Ballads from my childhood… the heart-wrenching stories of loss, separation, and hard lives lived without love and happiness. They molded me–taught me compassion and the kind of romance that thrilled Anne Shirley to her fingertips. But not everyone had a father who plucked heartstrings as he played his guitar and sang Cowboy Jack, California Joe, Blind Child’s Prayer, Tramp’s Heaven, Concert Garden, and Tragic Romance.
My problem? Most of the endings rip at your heart in a way I could never write. I don’t have Nicolas Sparks’ talent with sad endings. So, I’m writing some of them as if the story in the song isn’t finished. It’s a peek into my childhood. How I wish you could hear Dad’s guitar as he picked out the perfect notes. thrumble… thrum… thrum…
Jack… a lonely cowboy, as the song “Cowboy Jack” tells us. With a past that shaped him into the “brave and true” man that he became, Jack’s heart is captured as he is introduced to the town banker’s daughter. Once determined never to trust a woman again, can he take that risk with Hazel?
In this story inspired both by the ballad and Shakespeare’s Much Ado about Nothing, the past controls one man’s future with a stranglehold on his heart. Only one thing has the power to release him from bitterness and pain–forgiveness. But can Jack Clausen really forgive the woman who betrayed him? Can he recognize just who that woman truly is?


### EXERCISE DESCRIPTION
Without adding anything, give again the lines from the one holding "Identify the location" through the final line of the records, exactly, with both ends included and pictures dropped.

### EXTRACTED MATERIAL
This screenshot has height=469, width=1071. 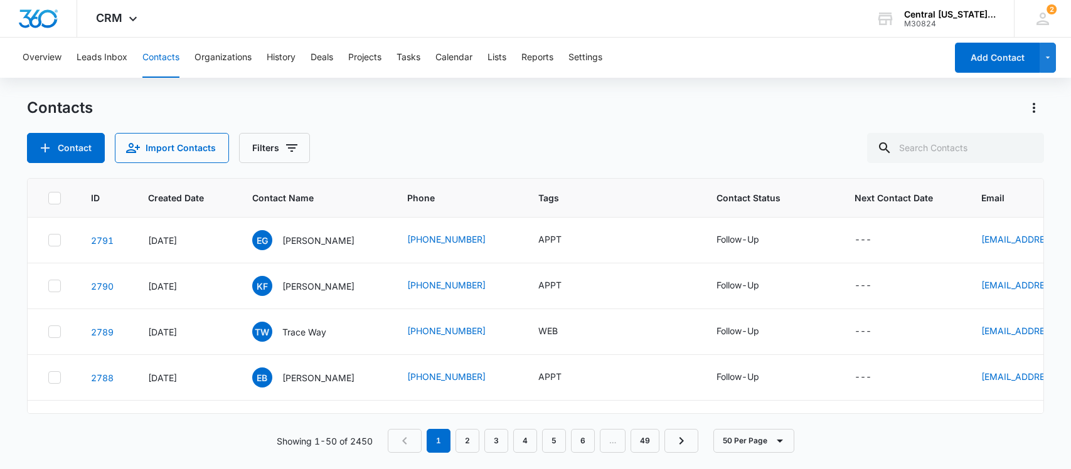 I want to click on button: Organizations, so click(x=223, y=58).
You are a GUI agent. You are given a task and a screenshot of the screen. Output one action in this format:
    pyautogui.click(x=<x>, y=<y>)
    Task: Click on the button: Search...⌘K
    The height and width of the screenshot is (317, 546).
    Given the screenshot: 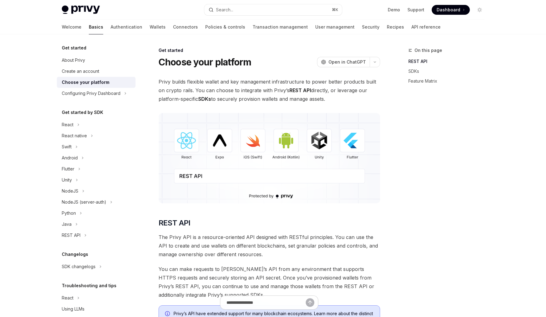 What is the action you would take?
    pyautogui.click(x=273, y=10)
    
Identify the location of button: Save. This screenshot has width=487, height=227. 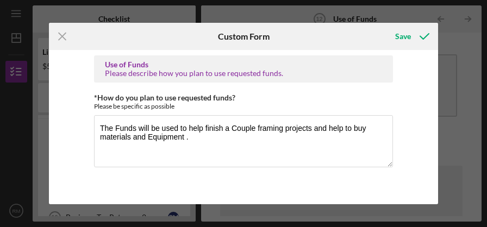
(411, 36).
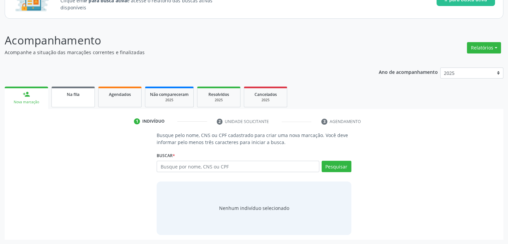 The height and width of the screenshot is (244, 508). What do you see at coordinates (179, 40) in the screenshot?
I see `p: Acompanhamento` at bounding box center [179, 40].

### TASK RESPONSE
Identify the location of button: Save. This screenshot has width=487, height=227. 
(411, 36).
 The height and width of the screenshot is (244, 508). What do you see at coordinates (179, 40) in the screenshot?
I see `p: Acompanhamento` at bounding box center [179, 40].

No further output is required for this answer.